Religion in the Baltic States: Past and Present Challenges
Latvia
Eliza Zikmane
Thank you for inviting me to speak today on religion in a country on the other edge of Europe. I will focus on the Lutheran Church, but will start with a historic overview of Christianity in Latvia.
The origins of Christianity in Latvia
Lands on the eastern coast of the Baltic Sea were among the last in Europe to be Christianised. Seen from the British perspective, these lands may seem to be a sluggish backwater of Europe, but in fact for millennia trading routes were active here, connecting East and West, North and South, through busy ports. The first sparse written records on the Baltic tribes can be found in Greek and Roman sources; later Vikings sailed up the rivers and established a trading route to Constantinople. Throughout subsequent centuries several powerful nations of Europe attempted to conquer or control these lands in order to gain full control of the Baltic Sea.
Living in a buffer-zone between big and powerful states and empires has shaped the mentality of the Baltic peoples, and has an impact on their attitude to religion and organised religion in particular.
The first sporadic influences of Christianity came to Latvia through short-lived Viking settlements in western Latvia and through Russian merchants travelling from the East along the river Daugava. In the twelfth and thirteenth centuries Germans organised mission and conquest in order to Christianise the tribes in Latvia; this was part of the Northern or Baltic Crusades, a military campaign carried out largely by the Teutonic Knights. Local tribes were defeated; the local people were forced to get baptised, and the land ended up in the hands of Germans. The indigenous population were eventually forced into servitude.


## [Requirement]
Reproduce all of the records exactly.
Start of Data provided
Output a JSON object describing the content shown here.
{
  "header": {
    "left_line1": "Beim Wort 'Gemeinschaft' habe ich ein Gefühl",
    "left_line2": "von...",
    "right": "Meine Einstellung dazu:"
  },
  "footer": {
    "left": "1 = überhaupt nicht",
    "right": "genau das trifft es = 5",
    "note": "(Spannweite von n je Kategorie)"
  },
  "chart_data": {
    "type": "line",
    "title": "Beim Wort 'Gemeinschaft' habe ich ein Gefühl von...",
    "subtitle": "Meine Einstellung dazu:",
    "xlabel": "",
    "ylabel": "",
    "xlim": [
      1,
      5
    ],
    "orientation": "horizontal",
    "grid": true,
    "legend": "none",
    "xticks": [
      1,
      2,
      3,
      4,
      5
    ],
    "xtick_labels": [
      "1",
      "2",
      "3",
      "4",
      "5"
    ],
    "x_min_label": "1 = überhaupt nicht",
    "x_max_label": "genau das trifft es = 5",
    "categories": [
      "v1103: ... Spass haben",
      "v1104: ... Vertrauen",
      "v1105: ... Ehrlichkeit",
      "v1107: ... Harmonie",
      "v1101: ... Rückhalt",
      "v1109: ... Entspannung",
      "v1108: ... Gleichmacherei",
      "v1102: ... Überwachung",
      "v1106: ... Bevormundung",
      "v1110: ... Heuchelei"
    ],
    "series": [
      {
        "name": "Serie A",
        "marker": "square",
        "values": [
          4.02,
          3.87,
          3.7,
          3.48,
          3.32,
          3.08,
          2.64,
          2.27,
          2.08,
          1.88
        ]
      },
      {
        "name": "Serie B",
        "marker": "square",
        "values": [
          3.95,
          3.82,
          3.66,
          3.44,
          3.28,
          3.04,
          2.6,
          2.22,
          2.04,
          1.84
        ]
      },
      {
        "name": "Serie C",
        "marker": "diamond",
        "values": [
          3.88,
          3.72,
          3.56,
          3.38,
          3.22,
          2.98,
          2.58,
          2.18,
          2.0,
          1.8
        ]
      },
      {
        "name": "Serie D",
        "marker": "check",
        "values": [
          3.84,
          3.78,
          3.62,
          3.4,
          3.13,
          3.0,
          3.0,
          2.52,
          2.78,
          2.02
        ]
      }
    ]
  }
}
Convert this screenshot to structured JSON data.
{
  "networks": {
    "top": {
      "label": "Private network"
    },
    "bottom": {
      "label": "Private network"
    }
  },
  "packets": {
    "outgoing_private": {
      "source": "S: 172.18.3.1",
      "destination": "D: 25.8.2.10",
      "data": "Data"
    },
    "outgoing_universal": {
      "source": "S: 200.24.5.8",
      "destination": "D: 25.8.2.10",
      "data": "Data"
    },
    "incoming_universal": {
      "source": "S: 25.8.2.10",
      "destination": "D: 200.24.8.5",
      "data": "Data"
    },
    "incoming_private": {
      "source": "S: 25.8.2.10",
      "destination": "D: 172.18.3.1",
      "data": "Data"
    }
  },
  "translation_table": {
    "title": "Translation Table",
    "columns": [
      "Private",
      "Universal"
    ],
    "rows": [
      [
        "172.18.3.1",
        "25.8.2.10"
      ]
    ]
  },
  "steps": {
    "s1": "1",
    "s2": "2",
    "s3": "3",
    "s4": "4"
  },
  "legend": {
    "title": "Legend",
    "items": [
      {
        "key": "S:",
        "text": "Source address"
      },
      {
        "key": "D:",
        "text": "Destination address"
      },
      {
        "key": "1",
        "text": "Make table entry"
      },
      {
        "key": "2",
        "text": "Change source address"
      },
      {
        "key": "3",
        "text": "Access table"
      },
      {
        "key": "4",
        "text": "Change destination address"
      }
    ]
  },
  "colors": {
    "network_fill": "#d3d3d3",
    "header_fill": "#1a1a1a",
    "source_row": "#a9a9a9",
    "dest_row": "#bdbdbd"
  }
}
End of Data provided
## [Result]
Output a JSON object describing the content shown here.
{
  "header": {
    "left_line1": "Beim Wort 'Gemeinschaft' habe ich ein Gefühl",
    "left_line2": "von...",
    "right": "Meine Einstellung dazu:"
  },
  "footer": {
    "left": "1 = überhaupt nicht",
    "right": "genau das trifft es = 5",
    "note": "(Spannweite von n je Kategorie)"
  },
  "chart_data": {
    "type": "line",
    "title": "Beim Wort 'Gemeinschaft' habe ich ein Gefühl von...",
    "subtitle": "Meine Einstellung dazu:",
    "xlabel": "",
    "ylabel": "",
    "xlim": [
      1,
      5
    ],
    "orientation": "horizontal",
    "grid": true,
    "legend": "none",
    "xticks": [
      1,
      2,
      3,
      4,
      5
    ],
    "xtick_labels": [
      "1",
      "2",
      "3",
      "4",
      "5"
    ],
    "x_min_label": "1 = überhaupt nicht",
    "x_max_label": "genau das trifft es = 5",
    "categories": [
      "v1103: ... Spass haben",
      "v1104: ... Vertrauen",
      "v1105: ... Ehrlichkeit",
      "v1107: ... Harmonie",
      "v1101: ... Rückhalt",
      "v1109: ... Entspannung",
      "v1108: ... Gleichmacherei",
      "v1102: ... Überwachung",
      "v1106: ... Bevormundung",
      "v1110: ... Heuchelei"
    ],
    "series": [
      {
        "name": "Serie A",
        "marker": "square",
        "values": [
          4.02,
          3.87,
          3.7,
          3.48,
          3.32,
          3.08,
          2.64,
          2.27,
          2.08,
          1.88
        ]
      },
      {
        "name": "Serie B",
        "marker": "square",
        "values": [
          3.95,
          3.82,
          3.66,
          3.44,
          3.28,
          3.04,
          2.6,
          2.22,
          2.04,
          1.84
        ]
      },
      {
        "name": "Serie C",
        "marker": "diamond",
        "values": [
          3.88,
          3.72,
          3.56,
          3.38,
          3.22,
          2.98,
          2.58,
          2.18,
          2.0,
          1.8
        ]
      },
      {
        "name": "Serie D",
        "marker": "check",
        "values": [
          3.84,
          3.78,
          3.62,
          3.4,
          3.13,
          3.0,
          3.0,
          2.52,
          2.78,
          2.02
        ]
      }
    ]
  }
}
Convert this screenshot to structured JSON data.
{
  "networks": {
    "top": {
      "label": "Private network"
    },
    "bottom": {
      "label": "Private network"
    }
  },
  "packets": {
    "outgoing_private": {
      "source": "S: 172.18.3.1",
      "destination": "D: 25.8.2.10",
      "data": "Data"
    },
    "outgoing_universal": {
      "source": "S: 200.24.5.8",
      "destination": "D: 25.8.2.10",
      "data": "Data"
    },
    "incoming_universal": {
      "source": "S: 25.8.2.10",
      "destination": "D: 200.24.8.5",
      "data": "Data"
    },
    "incoming_private": {
      "source": "S: 25.8.2.10",
      "destination": "D: 172.18.3.1",
      "data": "Data"
    }
  },
  "translation_table": {
    "title": "Translation Table",
    "columns": [
      "Private",
      "Universal"
    ],
    "rows": [
      [
        "172.18.3.1",
        "25.8.2.10"
      ]
    ]
  },
  "steps": {
    "s1": "1",
    "s2": "2",
    "s3": "3",
    "s4": "4"
  },
  "legend": {
    "title": "Legend",
    "items": [
      {
        "key": "S:",
        "text": "Source address"
      },
      {
        "key": "D:",
        "text": "Destination address"
      },
      {
        "key": "1",
        "text": "Make table entry"
      },
      {
        "key": "2",
        "text": "Change source address"
      },
      {
        "key": "3",
        "text": "Access table"
      },
      {
        "key": "4",
        "text": "Change destination address"
      }
    ]
  },
  "colors": {
    "network_fill": "#d3d3d3",
    "header_fill": "#1a1a1a",
    "source_row": "#a9a9a9",
    "dest_row": "#bdbdbd"
  }
}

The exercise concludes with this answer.